Protecting your private key with the OpenPGP smartcard

Gnu Privacy Guard [1] (sometimes called GnuPG or just GPG) has long served the open source community as a tool for encrypting email and other documents. GnuPG, which is based on the OpenPGP standard, uses the familiar asymmetric key exchange approach, with a public key to encrypt the message and a private key to decrypt it. The public key is shared with other users, and the private key is kept secret by the message receiver. As long as no one discovers the private key, only the message receiver will be able to read the message.

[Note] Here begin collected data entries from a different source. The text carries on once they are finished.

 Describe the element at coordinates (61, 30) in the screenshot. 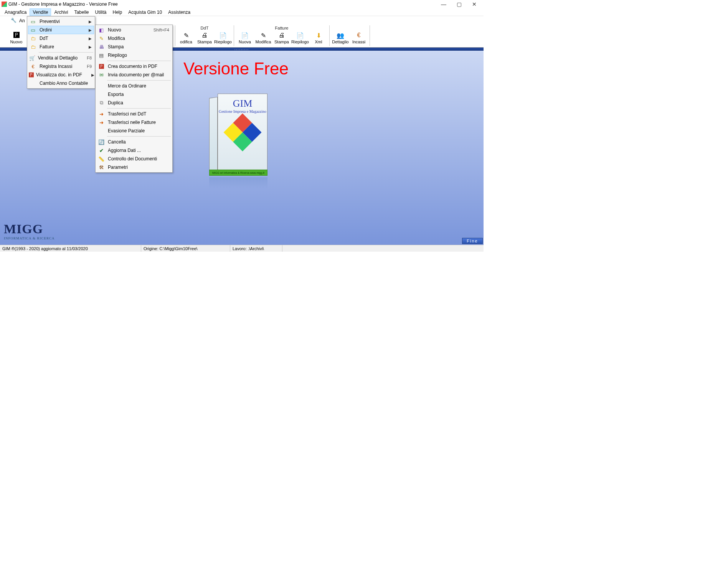

I see `menu-ordini: ▭ Ordini▶` at that location.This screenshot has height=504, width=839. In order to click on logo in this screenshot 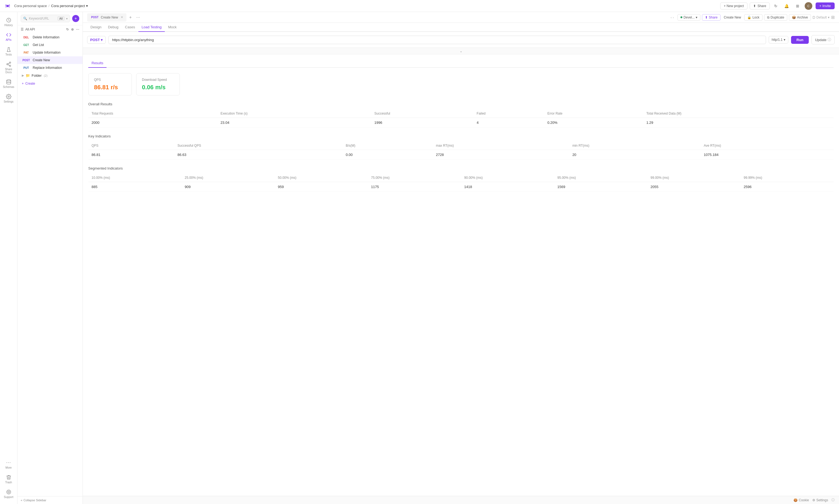, I will do `click(7, 6)`.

GnuPG is thus a powerful tool for ensuring confidential communication – as long as the private key stays private. But protecting a private key is not as easy as it sounds. If you store the private key on your computer, the key is only as safe as your computer is. Your system could fall victim to malware, cyber attack, or a nosy system administrator, and if so, the private key would be at risk. On the other hand, if you are a mobile worker and you have the need to use the private key from multiple locations, lugging it around on a thumb drive poses a whole different set of security issues.

One solution that is gaining momentum is to carry the private key on a smartcard. The ISO/IEC 7816-4 standard defines a method for encoding cryptographic keys on a smartcard. The OpenPGP smartcard is an implementation of ISO/IEC 7816-4 for GnuPG and other OpenPGP-compatible encryption systems.